Hoare thrust the tiller smoothly to starboard. As Inconceivable luffed up, he waited until she had just enough way left to make the harbor's sloping shore and let her tall mainsail go with a run to drop on top of the prisoners, together with the boom. He left them there for now, one muttering in a dazed voice. The little yacht's keel grated on the shingle once again, and she came to rest, listing slightly to starboard, while Hoare gave the mainsail its own rough furl and propped it in a pair of jeers.

He locked the cabin hatch and hopped ashore to offer Mrs. Graves a hand down. She took it-more out of courtesy than of necessity, Hoare thought-and leaped nimbly down in her soggy skirts to stand behind him, looking back at Inconceivable.

"We might turn our captives over to the port guard?" she said, half-inquiringly.

"Or the Chief Constable," Hoare suggested. "Whichever is less likely to be their drinking companion." While not actually acquainted with Weymouth's guardians of the law, he knew that all along Britain's beleaguered south coast the lawman and the unlawful were often as close as a virgin's thighs.

Mrs. Graves's laugh was an odd throaty gurgle. "Of course. Sir Thomas Frobisher, then. It would be… what, three o'clock?"

Hoare nodded.

"Then he will be at the Town's Club-as will Dr. Graves, in all likelihood. Come."

She took Hoare's arm and directed him to a building facing the new esplanade below St. Ninian's. It was a large house, which Hoare thought could have belonged to a leading merchant of the town.

"The Club's house once belonged to a prominent merchant of the town," she said as if reading his thoughts. "But he fell on hard times, and a cabal of other leading citizens clubbed together to buy it and make it their meeting place. To be away from their wives, you know."

Hoare laughed. The breathy little noise, according to the waspish wife of a fellow officer, sounded for all the world like an angry butterfly.

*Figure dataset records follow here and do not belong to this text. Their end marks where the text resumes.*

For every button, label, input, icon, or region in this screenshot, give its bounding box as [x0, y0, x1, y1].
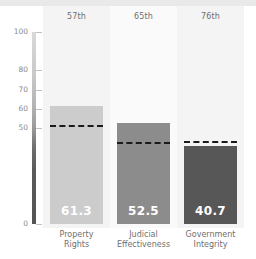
y-tick-mark	[36, 224, 42, 225]
bar[interactable]: 52.5	[117, 123, 170, 224]
category-label: PropertyRights	[43, 230, 110, 250]
y-tick-mark	[36, 32, 42, 33]
category-label: GovernmentIntegrity	[177, 230, 244, 250]
percentile-label: 76th	[177, 11, 244, 23]
reference-line	[184, 141, 237, 143]
bar-value-label: 40.7	[184, 204, 237, 218]
plot-area: 57th65th76th 100807060500 61.352.540.7 P…	[0, 0, 256, 259]
y-tick-mark	[36, 90, 42, 91]
bar-value-label: 52.5	[117, 204, 170, 218]
category-label-line: Judicial	[110, 230, 177, 240]
bar[interactable]: 40.7	[184, 146, 237, 224]
bar-value-label: 61.3	[50, 204, 103, 218]
y-tick-label: 60	[0, 105, 28, 113]
y-tick-label: 50	[0, 124, 28, 132]
bar[interactable]: 61.3	[50, 106, 103, 224]
category-label-line: Rights	[43, 240, 110, 250]
category-label-line: Effectiveness	[110, 240, 177, 250]
y-tick-mark	[36, 109, 42, 110]
category-label-line: Government	[177, 230, 244, 240]
y-tick-label: 70	[0, 86, 28, 94]
reference-line	[117, 142, 170, 144]
y-tick-label: 0	[0, 220, 28, 228]
y-tick-mark	[36, 128, 42, 129]
y-tick-label: 80	[0, 66, 28, 74]
category-label: JudicialEffectiveness	[110, 230, 177, 250]
percentile-label: 57th	[43, 11, 110, 23]
chart-container: 57th65th76th 100807060500 61.352.540.7 P…	[0, 0, 256, 259]
y-tick-label: 100	[0, 28, 28, 36]
percentile-label: 65th	[110, 11, 177, 23]
y-tick-mark	[36, 70, 42, 71]
reference-line	[50, 125, 103, 127]
category-label-line: Property	[43, 230, 110, 240]
category-label-line: Integrity	[177, 240, 244, 250]
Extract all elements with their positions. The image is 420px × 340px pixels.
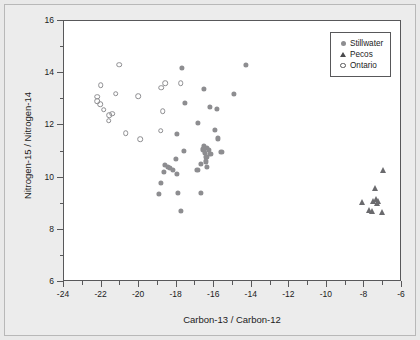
x-tick-minor <box>194 281 195 285</box>
data-point-stillwater <box>174 171 179 176</box>
data-point-stillwater <box>175 190 180 195</box>
data-point-stillwater <box>182 148 187 153</box>
x-tick-major <box>363 281 364 287</box>
x-tick-minor <box>382 281 383 285</box>
data-point-stillwater <box>204 165 209 170</box>
y-tick-major <box>57 20 63 21</box>
x-tick-label: -20 <box>132 289 144 299</box>
y-tick-major <box>57 72 63 73</box>
x-tick-label: -16 <box>207 289 219 299</box>
data-point-stillwater <box>174 131 179 136</box>
data-point-stillwater <box>173 156 178 161</box>
data-point-stillwater <box>158 180 163 185</box>
x-tick-label: -18 <box>170 289 182 299</box>
y-tick-label: 12 <box>33 119 54 129</box>
y-tick-label: 14 <box>33 67 54 77</box>
y-tick-minor <box>60 151 64 152</box>
x-tick-label: -10 <box>320 289 332 299</box>
y-tick-minor <box>60 203 64 204</box>
x-tick-major <box>288 281 289 287</box>
data-point-ontario <box>101 107 107 113</box>
y-tick-major <box>57 177 63 178</box>
legend-marker-icon <box>337 41 349 46</box>
legend-item-label: Pecos <box>350 50 373 59</box>
x-tick-label: -22 <box>94 289 106 299</box>
y-axis-label: Nitrogen-15 / Nitrogen-14 <box>22 66 33 226</box>
data-point-ontario <box>135 93 141 99</box>
figure-container: -24-22-20-18-16-14-12-10-8-66810121416 C… <box>0 0 420 340</box>
data-point-stillwater <box>198 191 203 196</box>
x-tick-label: -6 <box>397 289 405 299</box>
legend-item-pecos[interactable]: Pecos <box>337 49 383 60</box>
x-tick-major <box>401 281 402 287</box>
data-point-pecos <box>359 199 365 205</box>
legend-marker-icon <box>337 52 349 57</box>
y-tick-minor <box>60 255 64 256</box>
x-tick-label: -12 <box>282 289 294 299</box>
x-axis-label: Carbon-13 / Carbon-12 <box>63 314 401 325</box>
data-point-pecos <box>372 185 378 191</box>
x-tick-label: -14 <box>245 289 257 299</box>
data-point-ontario <box>106 118 112 124</box>
data-point-stillwater <box>195 121 200 126</box>
x-tick-major <box>63 281 64 287</box>
legend-item-stillwater[interactable]: Stillwater <box>337 38 383 49</box>
data-point-ontario <box>160 108 166 114</box>
x-tick-major <box>176 281 177 287</box>
data-point-stillwater <box>179 65 184 70</box>
y-tick-label: 6 <box>33 276 54 286</box>
data-point-stillwater <box>183 100 188 105</box>
y-tick-label: 16 <box>33 15 54 25</box>
x-tick-major <box>101 281 102 287</box>
x-tick-major <box>251 281 252 287</box>
data-point-pecos <box>379 209 385 215</box>
data-point-pecos <box>380 167 386 173</box>
data-point-ontario <box>117 62 123 68</box>
y-tick-major <box>57 281 63 282</box>
data-point-stillwater <box>213 127 218 132</box>
x-tick-minor <box>232 281 233 285</box>
data-point-ontario <box>158 128 164 134</box>
data-point-pecos <box>369 208 375 214</box>
x-tick-minor <box>157 281 158 285</box>
data-point-ontario <box>113 91 119 97</box>
data-point-stillwater <box>203 159 208 164</box>
y-tick-minor <box>60 98 64 99</box>
data-point-ontario <box>98 82 104 88</box>
x-tick-major <box>213 281 214 287</box>
y-tick-label: 10 <box>33 172 54 182</box>
data-point-ontario <box>178 80 184 86</box>
data-point-pecos <box>374 200 380 206</box>
x-tick-minor <box>119 281 120 285</box>
data-point-ontario <box>137 136 143 142</box>
x-tick-minor <box>270 281 271 285</box>
legend: StillwaterPecosOntario <box>330 32 391 77</box>
data-point-stillwater <box>219 149 224 154</box>
data-point-ontario <box>123 130 129 136</box>
data-point-stillwater <box>231 91 236 96</box>
y-tick-major <box>57 124 63 125</box>
data-point-ontario <box>162 80 168 86</box>
x-tick-major <box>326 281 327 287</box>
data-point-stillwater <box>198 161 203 166</box>
data-point-ontario <box>97 101 103 107</box>
data-point-stillwater <box>178 208 183 213</box>
data-point-stillwater <box>215 136 220 141</box>
legend-item-ontario[interactable]: Ontario <box>337 60 383 71</box>
data-point-stillwater <box>161 169 166 174</box>
legend-item-label: Stillwater <box>350 39 383 48</box>
legend-item-label: Ontario <box>350 61 377 70</box>
y-tick-minor <box>60 46 64 47</box>
legend-marker-icon <box>337 63 349 68</box>
data-point-stillwater <box>207 104 212 109</box>
data-point-stillwater <box>214 106 219 111</box>
data-point-stillwater <box>243 62 248 67</box>
data-point-stillwater <box>208 151 213 156</box>
x-tick-minor <box>345 281 346 285</box>
x-tick-label: -24 <box>57 289 69 299</box>
y-tick-label: 8 <box>33 224 54 234</box>
x-tick-label: -8 <box>360 289 368 299</box>
x-tick-minor <box>82 281 83 285</box>
x-tick-major <box>138 281 139 287</box>
data-point-stillwater <box>195 167 200 172</box>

The pale, leathery steward of the Town's Club must have seen Mrs. Graves coming, for he opened the massive door himself.

"Why, Mrs. Graves!" he cried. "You must have gone wading in the sea-and in this wet weather, too! Come in to the fire in the Strangers' Room, and make yourself comfortable while I call Dr. Graves!" He bustled ahead of the brown woman and Hoare, stirred up the sea-coal fire in the grate, and was about to leave them to toast in front of it when Mrs. Graves called after him to ask if Sir Thomas was in the house. He was.

"Ask him, Smith, if he would be so kind… And perhaps, too, you would send a man to Dr. Graves' home for my maid. He should tell her to bring my olive twill gown and a cape to me here at the Club."

The fire's growing warmth was welcome.

Mrs. Graves looked up at Hoare. "If you were not present, sir, I would be hoisting these poor skirts to warm my person directly."

"If you wish, ma'am, I shall be happy to withdraw and leave you to your privacy."

"I wish no such thing," she said. "That would be poor return indeed for your services."

"What, ma'am, may I ask, took you to the beach under Portland Bill?" Hoare whispered.

"Stones, Mr. Hoare."

"Stones, ma'am? For use as missiles?"

"Only incidentally, as needed. Ever since I was a child, I have had a fondness for the remarkable shapes and colors of sea-washed stones. They dwell in flat pans filled with water, to keep their colors bright.

"I patrol Portland Bill quite regularly, for the local urchins who collect stones elsewhere-sometimes from under my very nose-remember the old Saxon belief that the Bill was once the druids' Isle of the Dead and shun it.

"Dr. Graves has sometimes chided me for taking up a whole room of our house for my collection. But 'tis a small room in a large house, I remind him, and he need not begrudge me the space.